Shahverdiler

Shahverdiler is a village in the Zangezur uezd of the former Yelizavetpol (Ganja) governorate, later in the former Gorus district, and currently in the Syunik province. It is located 14 km to the south of the center of Gorus district, by the Gorus-Gafan highway, on the Bazarchay (or Bargushad) River. Its name was marked on the five-verst map of the Caucasus. Another name for the village was “Shahverdiushaghi”.

The village was solely inhabited by Azerbijanis: 238 in 1886, 217 in 1897, 111 in 1904 and 147 Azerbaijanis in 1914. In August-September 1918 Armenian armed groups burned down the village killing 87 villagers, and the rest of the population fled to the Gubadli region. After the establishment of the Zangezur uezd in Soviet Armenia on 31 August 1921, the settlement was integrated into the administrative territory of Armenia. Following the establishment of the Soviet government, only 40 families returned to their place and rebuilt the village of Shahverdilar. The name of the village is associated with the name of the multi-generational family who founded this settlement.
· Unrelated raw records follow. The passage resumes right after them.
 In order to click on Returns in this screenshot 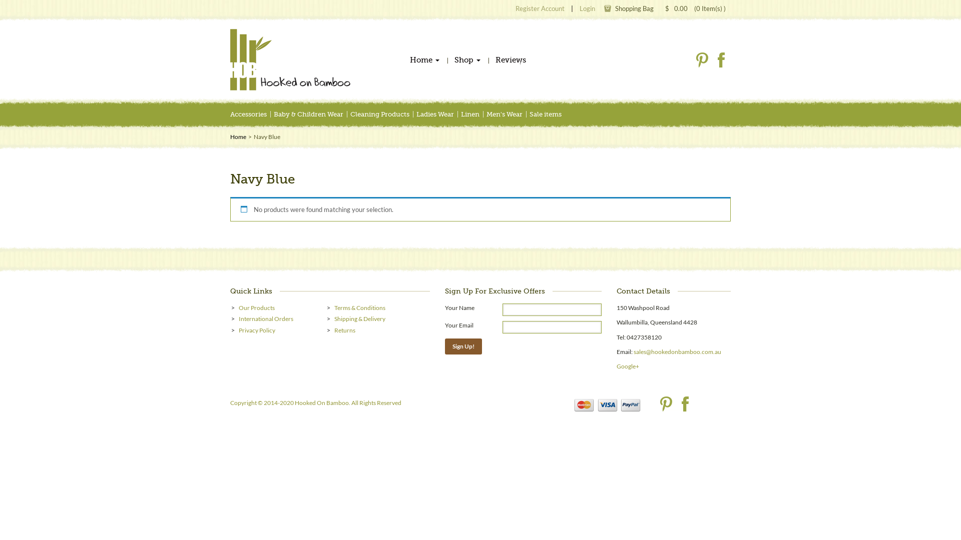, I will do `click(345, 330)`.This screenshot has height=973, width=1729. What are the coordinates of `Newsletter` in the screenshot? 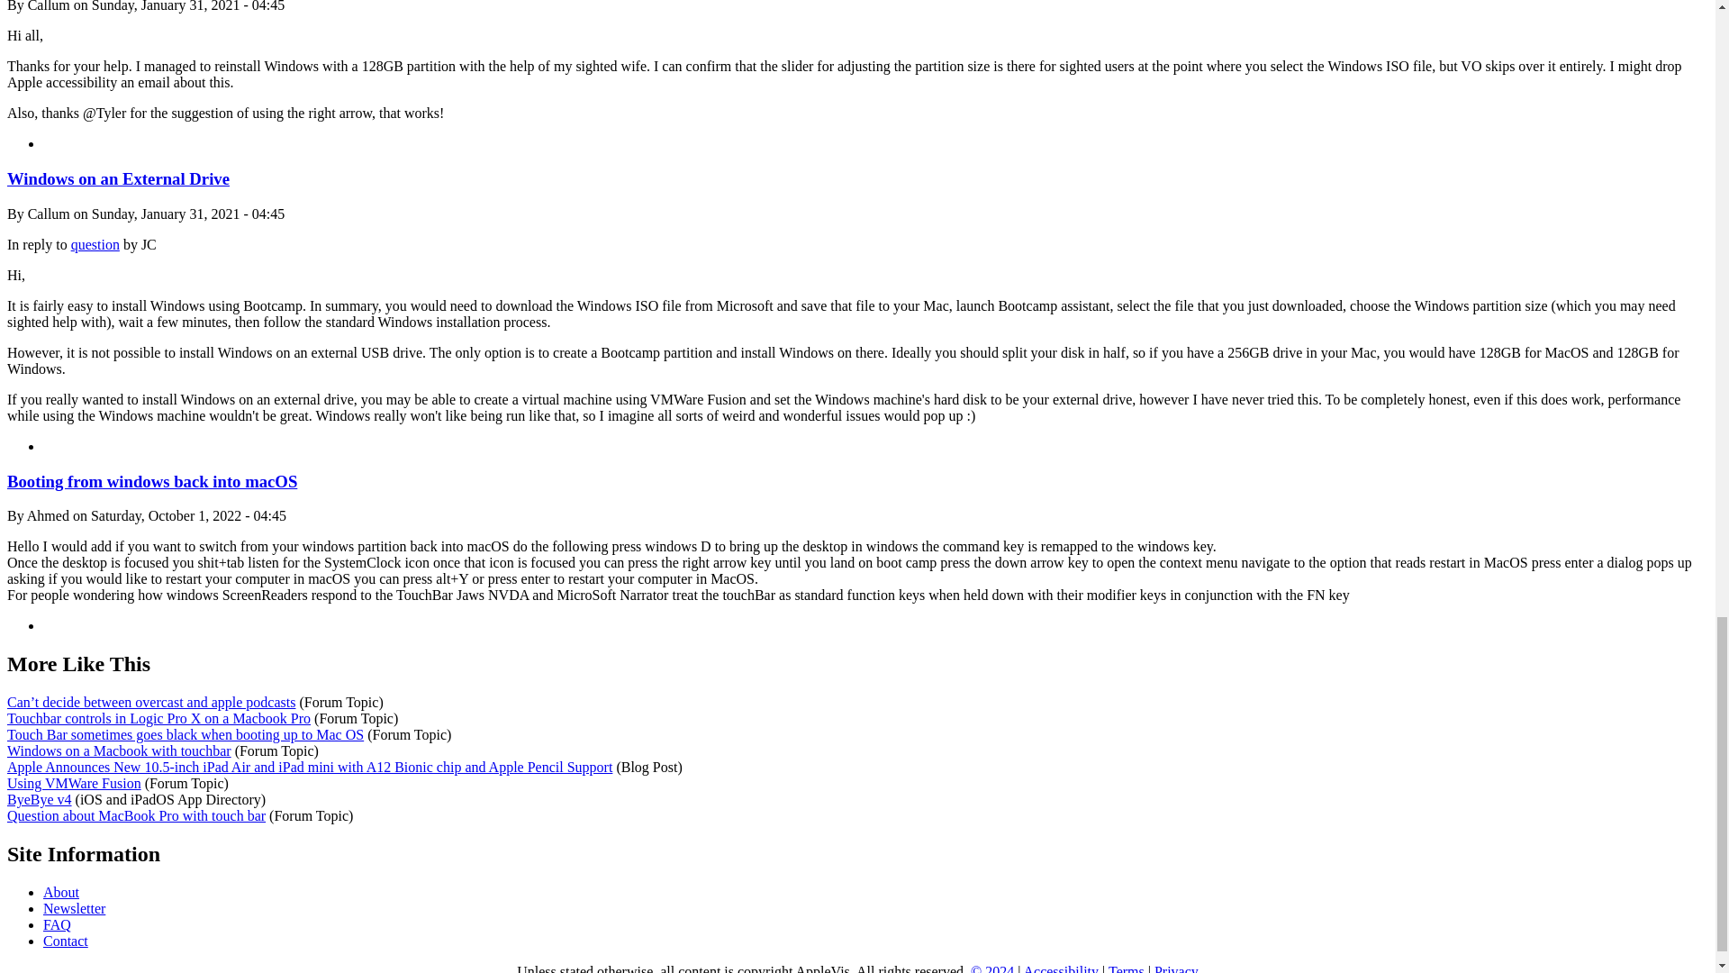 It's located at (74, 908).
According to the decision of the USSR Council of Ministers “On the resettlement of collective farmers and other Azerbaijani population from the Armenian SSR to the Kur-Araz lowland of the Azerbaijan SSR” dated 23 December 1947, the Azerbaijani population of the village was deported from their historical-ethnic territories in 1951. After I.Stalin’s death in 1953, part of the population was able to return to the village.

When the Tatev hydroelectric power station was built in 1961, the village was renamed “Vorotan settlement”. Since then, eight Armenian families moved to the Shahverdiler village and settled there. In 1988 the village was inhabited by 80 Azerbaijanis. In November of the same year, the Azerbaijani population of the village was ousted, and with no compensation, their wealth and property were left to Armenians.

Geographic coordinates: latitude 39°26’ N., longitude 46°20’ E.